The Sheens of Tweeting
The Sheens of Tweeting is a form of music used to commemorate important events originally devised by the elf Cata Blottwigs. The form guides musicians during improvised performances. A chanter recites nonsensical words and sounds while the music is played on one to four mirise. The musical voices bring melody with harmony. The entire performance is to be moderately loud. The melody has phrases of varied length throughout the form. It is performed in the icithi rhythm. Throughout, when possible, performers are to locally improvise.
- The chanter always does the main melody and should be triumphant.
- Each mirise always should be broad. The voice uses its entire range from the strident low register to the shrill high register.
- The Sheens of Tweeting has a well-defined multi-passage structure: a theme and a series of variations on the theme possibly all repeated and a lengthy finale.
- The theme is voiced by the melody of the chanter reciting any composition of The East Guilds and the melody of the mirise. The passage gradually slows as it comes to an end. The chanter's voice ranges from the low register to the middle register and each of the mirise covers its entire range from the strident low register to the shrill high register. This passage features only melodic tones and intervals. The passage is performed without preference for a scale.
- The series of variations is voiced by the melody of the chanter reciting any composition of The Beach of Ships. The passage is slow. The chanter's voice covers its entire range. Only one pitch is ever played at a time in this passage. The passage is performed using the cebela scale. The passage should often include a rising melody pattern with glides, trills, rapid runs and arpeggios.
- The finale is voiced by the melody of the chanter reciting any composition of The Beach of Ships and the harmony of the mirise. The passage is at a free tempo. The chanter's voice stays in the low register and each of the mirise covers its entire range from the strident low register to the shrill high register. Only one pitch is ever played at a time in this passage. The passage is performed using the ifife scale. The passage should always include a rising-falling melody pattern with staccato.
- Scales are constructed from twenty-four notes dividing the octave. In quartertones, their spacing is roughly 1xxxxxxxxxxxxxxxxxxxxxxxO, where 1 is the tonic, O marks the octave and x marks other notes. The tonic note is a fixed tone passed from teacher to student. After a scale is constructed, notes are named according to degree. The names are fathinu (spoken fa), thili (thi), fomire (fo), fela (fe), aweme (aw) and yaniye (ya).
- The cebela pentatonic scale is constructed by selection of degrees from the fundamental scale. The degrees selected are the 1st, the 4th, the 11th, the 15th and the 21st.
- The ifife pentatonic scale is constructed by selection of degrees from the fundamental scale. The degrees selected are the 1st, the 8th, the 12th, the 15th and the 20th.
- The icithi rhythm is made from two patterns: the cede and the mathuva. The patterns are to be played in the same beat, allowing one to repeat before the other is concluded.
- The cede rhythm is a single line with eight beats divided into four bars in a 2-2-2-2 pattern. The beat is stressed as follows:
- | - x | x x | - x | x - |
- where x is a beat, - is silent and | indicates a bar.
- The mathuva rhythm is a single line with thirty-one beats divided into five bars in a 3-5-4-11-8 pattern. The beat is stressed as follows:
- | x x - | - - - - x | - x - x | x x x - - X x'- x - x | - - - - x - x - |
- where X marks an accented beat, ' marks a beat as late, x is a beat, - is silent and | indicates a bar.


▸ **Task instructions**:
Within the listing below, how many lines contain "Italic"? Only the number is wanted.

[Record set — start]

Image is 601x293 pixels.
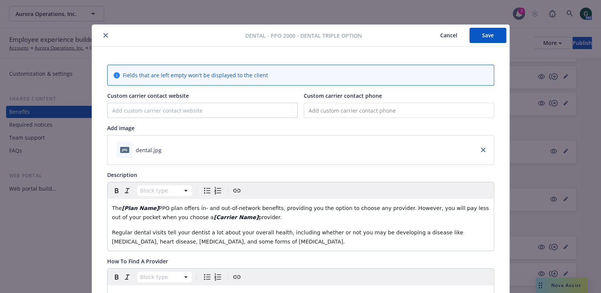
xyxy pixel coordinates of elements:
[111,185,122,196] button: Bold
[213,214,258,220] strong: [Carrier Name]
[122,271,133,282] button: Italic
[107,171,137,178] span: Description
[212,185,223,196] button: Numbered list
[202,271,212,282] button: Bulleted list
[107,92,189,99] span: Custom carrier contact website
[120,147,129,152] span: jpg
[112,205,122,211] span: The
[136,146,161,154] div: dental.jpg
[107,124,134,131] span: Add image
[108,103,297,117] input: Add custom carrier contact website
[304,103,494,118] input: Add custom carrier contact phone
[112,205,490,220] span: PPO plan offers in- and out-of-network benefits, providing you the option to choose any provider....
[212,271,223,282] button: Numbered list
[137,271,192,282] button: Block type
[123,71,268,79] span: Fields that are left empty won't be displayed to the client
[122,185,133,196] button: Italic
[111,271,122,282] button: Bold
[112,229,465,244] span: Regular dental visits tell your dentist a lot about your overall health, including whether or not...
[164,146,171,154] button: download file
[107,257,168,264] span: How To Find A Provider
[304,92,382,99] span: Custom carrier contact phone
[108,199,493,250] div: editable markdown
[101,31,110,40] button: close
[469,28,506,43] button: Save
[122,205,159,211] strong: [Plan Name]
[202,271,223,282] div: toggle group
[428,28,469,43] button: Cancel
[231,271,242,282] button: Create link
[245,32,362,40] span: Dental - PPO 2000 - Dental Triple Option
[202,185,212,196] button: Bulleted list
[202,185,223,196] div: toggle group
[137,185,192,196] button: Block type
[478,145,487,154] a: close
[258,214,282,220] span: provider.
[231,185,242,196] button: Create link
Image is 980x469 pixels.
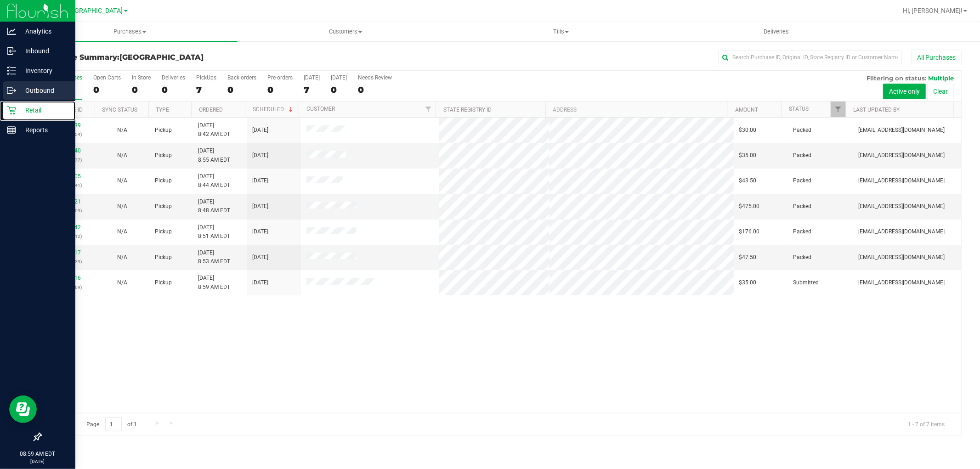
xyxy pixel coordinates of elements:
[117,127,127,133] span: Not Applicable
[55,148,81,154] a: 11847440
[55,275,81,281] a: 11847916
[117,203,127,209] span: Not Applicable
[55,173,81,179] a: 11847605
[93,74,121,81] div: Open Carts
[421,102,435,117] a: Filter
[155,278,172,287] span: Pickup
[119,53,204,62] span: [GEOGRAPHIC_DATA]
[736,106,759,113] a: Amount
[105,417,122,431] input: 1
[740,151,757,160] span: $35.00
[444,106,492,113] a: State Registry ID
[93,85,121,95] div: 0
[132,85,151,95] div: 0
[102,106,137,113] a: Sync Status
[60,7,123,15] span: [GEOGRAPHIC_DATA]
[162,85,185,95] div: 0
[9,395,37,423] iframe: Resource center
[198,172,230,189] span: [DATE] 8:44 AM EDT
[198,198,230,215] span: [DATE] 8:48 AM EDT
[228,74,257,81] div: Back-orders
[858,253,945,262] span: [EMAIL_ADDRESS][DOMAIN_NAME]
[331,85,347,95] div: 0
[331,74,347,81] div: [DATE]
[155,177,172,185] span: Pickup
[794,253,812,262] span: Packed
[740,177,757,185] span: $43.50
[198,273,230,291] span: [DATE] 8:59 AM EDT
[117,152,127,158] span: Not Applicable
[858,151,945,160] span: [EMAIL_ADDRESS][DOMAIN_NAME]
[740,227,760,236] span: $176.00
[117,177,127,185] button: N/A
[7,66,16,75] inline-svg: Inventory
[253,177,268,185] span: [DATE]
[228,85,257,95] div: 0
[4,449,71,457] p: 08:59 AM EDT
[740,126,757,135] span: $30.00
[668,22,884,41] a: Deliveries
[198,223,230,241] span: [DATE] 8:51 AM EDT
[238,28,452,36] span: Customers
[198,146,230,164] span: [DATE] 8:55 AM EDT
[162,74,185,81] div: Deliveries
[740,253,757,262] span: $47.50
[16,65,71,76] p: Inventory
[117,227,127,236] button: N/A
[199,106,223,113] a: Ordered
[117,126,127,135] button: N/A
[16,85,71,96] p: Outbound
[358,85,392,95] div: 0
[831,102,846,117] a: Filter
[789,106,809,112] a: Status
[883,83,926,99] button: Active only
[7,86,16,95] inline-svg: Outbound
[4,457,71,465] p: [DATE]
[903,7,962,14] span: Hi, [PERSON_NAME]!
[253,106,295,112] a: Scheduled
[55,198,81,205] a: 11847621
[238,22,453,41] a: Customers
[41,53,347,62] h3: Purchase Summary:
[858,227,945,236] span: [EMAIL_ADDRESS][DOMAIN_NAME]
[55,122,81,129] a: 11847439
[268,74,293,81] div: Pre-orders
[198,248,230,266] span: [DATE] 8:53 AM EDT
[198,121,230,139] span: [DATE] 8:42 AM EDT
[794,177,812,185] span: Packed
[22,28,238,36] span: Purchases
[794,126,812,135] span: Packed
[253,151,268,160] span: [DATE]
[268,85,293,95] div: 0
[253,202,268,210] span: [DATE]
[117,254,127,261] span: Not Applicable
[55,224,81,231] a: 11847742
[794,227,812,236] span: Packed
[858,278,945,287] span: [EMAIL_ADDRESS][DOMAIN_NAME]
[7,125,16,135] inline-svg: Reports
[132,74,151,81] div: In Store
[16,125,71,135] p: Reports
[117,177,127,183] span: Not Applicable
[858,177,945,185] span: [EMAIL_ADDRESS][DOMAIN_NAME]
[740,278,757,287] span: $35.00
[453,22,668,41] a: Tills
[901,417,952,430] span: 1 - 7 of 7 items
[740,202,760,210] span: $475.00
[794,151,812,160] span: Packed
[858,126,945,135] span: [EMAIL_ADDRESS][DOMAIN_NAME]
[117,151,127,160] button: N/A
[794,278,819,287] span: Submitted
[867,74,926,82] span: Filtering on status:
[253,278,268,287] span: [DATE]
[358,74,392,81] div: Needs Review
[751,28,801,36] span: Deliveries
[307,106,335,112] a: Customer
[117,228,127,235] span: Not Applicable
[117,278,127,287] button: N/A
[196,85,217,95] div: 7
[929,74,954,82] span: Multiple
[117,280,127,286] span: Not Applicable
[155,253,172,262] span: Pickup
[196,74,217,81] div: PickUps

[Record set — finish]
[Record set — start]

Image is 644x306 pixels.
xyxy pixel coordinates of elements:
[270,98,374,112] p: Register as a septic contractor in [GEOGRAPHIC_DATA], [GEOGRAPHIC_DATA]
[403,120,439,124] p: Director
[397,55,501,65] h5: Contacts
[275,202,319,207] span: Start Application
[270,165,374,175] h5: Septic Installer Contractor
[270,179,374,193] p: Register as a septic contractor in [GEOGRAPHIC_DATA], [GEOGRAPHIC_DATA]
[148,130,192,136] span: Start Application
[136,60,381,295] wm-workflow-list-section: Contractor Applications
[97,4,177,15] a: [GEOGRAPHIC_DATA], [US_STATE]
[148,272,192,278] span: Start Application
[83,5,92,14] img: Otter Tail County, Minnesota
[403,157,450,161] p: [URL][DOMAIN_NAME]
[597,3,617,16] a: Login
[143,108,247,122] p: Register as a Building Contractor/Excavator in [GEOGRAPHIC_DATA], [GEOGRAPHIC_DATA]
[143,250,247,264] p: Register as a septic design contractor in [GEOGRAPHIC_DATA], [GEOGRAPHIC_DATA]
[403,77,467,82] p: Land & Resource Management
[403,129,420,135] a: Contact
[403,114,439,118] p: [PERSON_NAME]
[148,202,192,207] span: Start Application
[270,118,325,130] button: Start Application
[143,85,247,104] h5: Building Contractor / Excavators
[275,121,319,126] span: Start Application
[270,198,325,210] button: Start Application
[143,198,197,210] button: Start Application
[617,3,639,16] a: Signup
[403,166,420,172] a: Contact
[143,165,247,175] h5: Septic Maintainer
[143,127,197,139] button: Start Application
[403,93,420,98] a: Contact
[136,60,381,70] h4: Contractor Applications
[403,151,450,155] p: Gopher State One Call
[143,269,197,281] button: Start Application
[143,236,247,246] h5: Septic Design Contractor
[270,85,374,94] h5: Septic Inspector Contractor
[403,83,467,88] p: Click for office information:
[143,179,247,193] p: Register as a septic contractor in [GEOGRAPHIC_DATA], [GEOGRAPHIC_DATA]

[Record set — finish]

▸ **Result of the exercise**:
2